Movable type: it was always a brilliant name for blogging software.

See PressThink: Journalism Is Itself a Religion (Jan. 7, 2004)

Still to come: Posts about ideas 7-10 on my list. So far:



After Matter: Notes, reactions and links

Overheard in the commentslegacy (adj)— A pejorative term used in the computer industry meaning “it works.”

A isen blog (David S. Isenberg’s musings about loci of intelligence and stupidity) he notes my refusal to name an Idea of the Year and does it himself: He said, she said, we said… is his winner, followed by Pajamahadeen.

David Brooks picks “The Hookies,” his best political essays of the year— with links to them. (Sign of the times.)

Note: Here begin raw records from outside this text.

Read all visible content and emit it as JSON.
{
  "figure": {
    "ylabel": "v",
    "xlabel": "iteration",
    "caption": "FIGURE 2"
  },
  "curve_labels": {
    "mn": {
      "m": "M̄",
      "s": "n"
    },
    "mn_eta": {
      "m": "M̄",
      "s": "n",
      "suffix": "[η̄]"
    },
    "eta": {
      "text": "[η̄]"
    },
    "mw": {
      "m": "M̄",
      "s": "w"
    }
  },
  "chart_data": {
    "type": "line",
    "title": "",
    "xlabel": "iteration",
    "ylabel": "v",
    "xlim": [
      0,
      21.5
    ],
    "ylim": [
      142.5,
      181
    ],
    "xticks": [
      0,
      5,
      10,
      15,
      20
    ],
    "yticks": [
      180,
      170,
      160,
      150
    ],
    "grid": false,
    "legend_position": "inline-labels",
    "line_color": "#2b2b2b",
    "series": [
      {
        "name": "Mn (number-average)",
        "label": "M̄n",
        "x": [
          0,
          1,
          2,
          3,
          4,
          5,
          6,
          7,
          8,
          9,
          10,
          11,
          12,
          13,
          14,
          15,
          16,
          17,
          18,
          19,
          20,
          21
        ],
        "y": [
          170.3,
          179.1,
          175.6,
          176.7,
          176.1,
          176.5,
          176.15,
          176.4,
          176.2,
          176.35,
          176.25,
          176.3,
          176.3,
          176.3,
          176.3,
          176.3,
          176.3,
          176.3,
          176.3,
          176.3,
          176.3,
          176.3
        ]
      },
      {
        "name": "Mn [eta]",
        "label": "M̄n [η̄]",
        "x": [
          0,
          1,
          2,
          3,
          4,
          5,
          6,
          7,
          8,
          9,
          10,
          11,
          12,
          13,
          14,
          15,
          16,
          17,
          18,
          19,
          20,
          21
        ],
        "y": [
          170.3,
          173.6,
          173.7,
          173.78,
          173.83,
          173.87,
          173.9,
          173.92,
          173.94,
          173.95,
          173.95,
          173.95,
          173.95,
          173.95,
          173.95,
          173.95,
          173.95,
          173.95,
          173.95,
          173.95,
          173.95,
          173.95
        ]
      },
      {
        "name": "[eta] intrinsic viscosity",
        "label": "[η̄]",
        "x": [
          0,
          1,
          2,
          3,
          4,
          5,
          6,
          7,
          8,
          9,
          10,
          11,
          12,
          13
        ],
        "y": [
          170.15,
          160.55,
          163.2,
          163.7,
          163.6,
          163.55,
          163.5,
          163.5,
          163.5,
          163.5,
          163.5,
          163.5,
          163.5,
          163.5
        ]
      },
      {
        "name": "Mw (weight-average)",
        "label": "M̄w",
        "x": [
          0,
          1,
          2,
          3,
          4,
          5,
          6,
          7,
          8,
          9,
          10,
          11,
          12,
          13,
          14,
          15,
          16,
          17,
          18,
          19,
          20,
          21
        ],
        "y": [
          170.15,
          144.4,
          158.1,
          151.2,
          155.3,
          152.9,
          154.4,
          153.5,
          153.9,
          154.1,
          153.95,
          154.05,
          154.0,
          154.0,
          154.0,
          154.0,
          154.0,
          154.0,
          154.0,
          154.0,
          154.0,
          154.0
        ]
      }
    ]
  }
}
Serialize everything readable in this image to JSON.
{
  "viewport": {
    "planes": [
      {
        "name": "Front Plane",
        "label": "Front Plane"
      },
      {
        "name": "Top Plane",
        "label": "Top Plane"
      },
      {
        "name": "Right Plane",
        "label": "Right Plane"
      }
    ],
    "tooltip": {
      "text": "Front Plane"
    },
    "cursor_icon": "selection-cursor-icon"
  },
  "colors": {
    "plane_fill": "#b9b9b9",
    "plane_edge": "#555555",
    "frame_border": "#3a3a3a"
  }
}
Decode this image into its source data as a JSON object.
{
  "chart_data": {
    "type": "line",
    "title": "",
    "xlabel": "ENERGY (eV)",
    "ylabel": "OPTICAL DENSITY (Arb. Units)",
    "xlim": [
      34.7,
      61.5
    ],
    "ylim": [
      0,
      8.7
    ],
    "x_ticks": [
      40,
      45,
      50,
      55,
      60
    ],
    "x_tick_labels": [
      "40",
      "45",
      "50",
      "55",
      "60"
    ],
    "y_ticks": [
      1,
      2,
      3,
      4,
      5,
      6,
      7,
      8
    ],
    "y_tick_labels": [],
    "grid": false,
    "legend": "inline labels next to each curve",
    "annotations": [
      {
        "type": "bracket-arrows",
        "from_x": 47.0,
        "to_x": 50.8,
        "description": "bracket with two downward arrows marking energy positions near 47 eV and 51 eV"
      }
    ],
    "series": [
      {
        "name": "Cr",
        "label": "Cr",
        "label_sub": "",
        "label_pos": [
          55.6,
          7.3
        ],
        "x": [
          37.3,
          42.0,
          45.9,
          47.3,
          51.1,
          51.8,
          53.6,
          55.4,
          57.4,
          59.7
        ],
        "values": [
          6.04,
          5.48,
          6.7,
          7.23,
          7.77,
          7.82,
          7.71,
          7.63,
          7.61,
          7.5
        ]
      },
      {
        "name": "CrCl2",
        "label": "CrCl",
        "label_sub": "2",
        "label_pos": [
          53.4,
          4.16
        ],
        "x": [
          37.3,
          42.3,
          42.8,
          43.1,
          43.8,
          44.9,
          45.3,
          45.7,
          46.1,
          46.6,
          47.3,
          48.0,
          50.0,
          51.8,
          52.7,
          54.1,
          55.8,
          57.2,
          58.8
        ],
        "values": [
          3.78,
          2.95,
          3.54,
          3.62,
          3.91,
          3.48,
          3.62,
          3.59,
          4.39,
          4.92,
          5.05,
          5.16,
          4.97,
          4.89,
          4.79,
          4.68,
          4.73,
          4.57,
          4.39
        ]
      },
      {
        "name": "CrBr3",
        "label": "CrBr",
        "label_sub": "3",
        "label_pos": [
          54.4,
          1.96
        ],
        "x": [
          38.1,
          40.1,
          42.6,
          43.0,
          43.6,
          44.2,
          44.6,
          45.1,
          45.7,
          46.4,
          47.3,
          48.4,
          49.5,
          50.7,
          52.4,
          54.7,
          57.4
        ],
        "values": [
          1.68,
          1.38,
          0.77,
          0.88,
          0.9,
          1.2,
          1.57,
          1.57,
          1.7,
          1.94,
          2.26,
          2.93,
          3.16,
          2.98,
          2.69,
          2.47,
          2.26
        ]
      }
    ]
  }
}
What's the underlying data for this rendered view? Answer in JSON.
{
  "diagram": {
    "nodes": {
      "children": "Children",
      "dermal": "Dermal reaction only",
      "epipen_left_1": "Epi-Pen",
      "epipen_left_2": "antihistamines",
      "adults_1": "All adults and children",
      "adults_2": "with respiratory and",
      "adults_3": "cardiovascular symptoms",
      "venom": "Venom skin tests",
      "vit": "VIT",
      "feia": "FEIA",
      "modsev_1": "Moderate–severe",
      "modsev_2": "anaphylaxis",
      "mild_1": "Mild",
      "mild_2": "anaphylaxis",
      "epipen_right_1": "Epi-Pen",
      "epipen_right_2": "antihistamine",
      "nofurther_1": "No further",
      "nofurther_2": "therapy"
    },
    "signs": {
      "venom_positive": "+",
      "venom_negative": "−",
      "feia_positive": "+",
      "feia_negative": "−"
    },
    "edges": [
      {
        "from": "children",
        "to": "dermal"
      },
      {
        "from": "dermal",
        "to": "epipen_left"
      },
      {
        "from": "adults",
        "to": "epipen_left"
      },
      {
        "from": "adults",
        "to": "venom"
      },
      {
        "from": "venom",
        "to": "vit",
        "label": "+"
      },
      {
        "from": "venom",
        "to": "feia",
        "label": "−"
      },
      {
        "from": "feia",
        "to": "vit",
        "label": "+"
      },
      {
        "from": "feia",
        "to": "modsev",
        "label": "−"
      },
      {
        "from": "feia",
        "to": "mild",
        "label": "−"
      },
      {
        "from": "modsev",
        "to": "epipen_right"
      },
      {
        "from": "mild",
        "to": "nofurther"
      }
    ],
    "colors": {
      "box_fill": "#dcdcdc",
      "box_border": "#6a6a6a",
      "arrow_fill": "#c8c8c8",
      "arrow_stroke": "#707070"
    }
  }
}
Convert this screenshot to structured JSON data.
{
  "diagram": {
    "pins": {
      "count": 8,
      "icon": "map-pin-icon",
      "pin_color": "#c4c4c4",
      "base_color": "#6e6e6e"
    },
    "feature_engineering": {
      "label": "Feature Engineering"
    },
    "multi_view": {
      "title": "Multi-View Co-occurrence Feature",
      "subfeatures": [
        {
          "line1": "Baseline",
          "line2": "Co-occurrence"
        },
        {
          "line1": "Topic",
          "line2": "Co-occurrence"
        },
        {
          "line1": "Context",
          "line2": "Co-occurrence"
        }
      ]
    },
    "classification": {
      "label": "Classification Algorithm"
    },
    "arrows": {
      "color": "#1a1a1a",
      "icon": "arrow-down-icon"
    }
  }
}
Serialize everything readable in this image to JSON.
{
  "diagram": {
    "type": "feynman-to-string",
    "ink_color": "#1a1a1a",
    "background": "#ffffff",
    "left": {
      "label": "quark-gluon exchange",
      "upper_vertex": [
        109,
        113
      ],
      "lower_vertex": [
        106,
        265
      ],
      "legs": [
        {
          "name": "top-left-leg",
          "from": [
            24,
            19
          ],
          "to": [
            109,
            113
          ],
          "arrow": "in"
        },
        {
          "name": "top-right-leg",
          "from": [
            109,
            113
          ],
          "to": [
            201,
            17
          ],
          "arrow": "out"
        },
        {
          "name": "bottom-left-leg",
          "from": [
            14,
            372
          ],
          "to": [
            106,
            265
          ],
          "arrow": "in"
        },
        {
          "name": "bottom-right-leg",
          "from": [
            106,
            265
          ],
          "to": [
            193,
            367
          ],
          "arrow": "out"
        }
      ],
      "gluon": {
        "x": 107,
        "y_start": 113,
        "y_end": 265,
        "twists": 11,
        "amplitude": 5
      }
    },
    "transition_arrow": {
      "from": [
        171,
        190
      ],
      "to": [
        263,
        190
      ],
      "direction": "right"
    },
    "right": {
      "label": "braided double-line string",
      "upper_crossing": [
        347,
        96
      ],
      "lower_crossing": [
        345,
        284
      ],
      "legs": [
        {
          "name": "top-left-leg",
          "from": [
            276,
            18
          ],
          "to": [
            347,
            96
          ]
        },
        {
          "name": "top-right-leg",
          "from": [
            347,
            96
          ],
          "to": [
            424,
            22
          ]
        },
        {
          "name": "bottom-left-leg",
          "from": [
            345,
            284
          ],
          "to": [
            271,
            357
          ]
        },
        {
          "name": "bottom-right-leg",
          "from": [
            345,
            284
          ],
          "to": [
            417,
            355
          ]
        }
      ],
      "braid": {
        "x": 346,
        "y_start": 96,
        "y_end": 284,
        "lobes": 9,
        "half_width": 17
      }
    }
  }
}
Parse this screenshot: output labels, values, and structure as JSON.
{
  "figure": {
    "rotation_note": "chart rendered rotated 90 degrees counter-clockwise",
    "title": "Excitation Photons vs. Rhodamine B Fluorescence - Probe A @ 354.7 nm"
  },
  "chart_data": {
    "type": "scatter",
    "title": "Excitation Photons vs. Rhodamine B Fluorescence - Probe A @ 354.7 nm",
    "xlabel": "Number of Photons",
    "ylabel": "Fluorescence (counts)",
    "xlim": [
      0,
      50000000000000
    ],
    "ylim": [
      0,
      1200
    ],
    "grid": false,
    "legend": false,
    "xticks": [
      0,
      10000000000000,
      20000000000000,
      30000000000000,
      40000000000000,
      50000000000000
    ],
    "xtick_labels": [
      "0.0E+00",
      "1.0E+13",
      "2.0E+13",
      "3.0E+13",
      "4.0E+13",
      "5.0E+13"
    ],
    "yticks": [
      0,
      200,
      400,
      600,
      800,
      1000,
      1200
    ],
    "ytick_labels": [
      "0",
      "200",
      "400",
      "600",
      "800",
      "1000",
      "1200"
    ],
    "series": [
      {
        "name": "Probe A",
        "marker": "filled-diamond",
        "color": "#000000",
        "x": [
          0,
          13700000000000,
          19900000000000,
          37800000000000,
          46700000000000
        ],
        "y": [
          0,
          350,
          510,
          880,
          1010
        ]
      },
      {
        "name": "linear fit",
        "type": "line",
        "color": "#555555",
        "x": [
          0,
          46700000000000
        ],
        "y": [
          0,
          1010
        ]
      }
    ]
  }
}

Philip Meyer, one of the sages among journalism academics, with an essay in CJR. Saving Journalism: How to nurse the good stuff until it pays.

Decline and fall: Dallas Morning News presents this news on the front page: Elections over, blog popularity wanes: “Politically oriented sites lost cachet (and cash) once campaigns ended,” says writer Colleen Nelson.

What was hot in the blogosphere in 2004? BlogPulse scoured a year’s worth of blog posts, links and trends to create a year-in-review feature.

Terry Heaton, 10 Questions for Ed Cone. A Q & A about the Greensboro blogging culture and what’s been happening there of late. Useful. Cone is concise.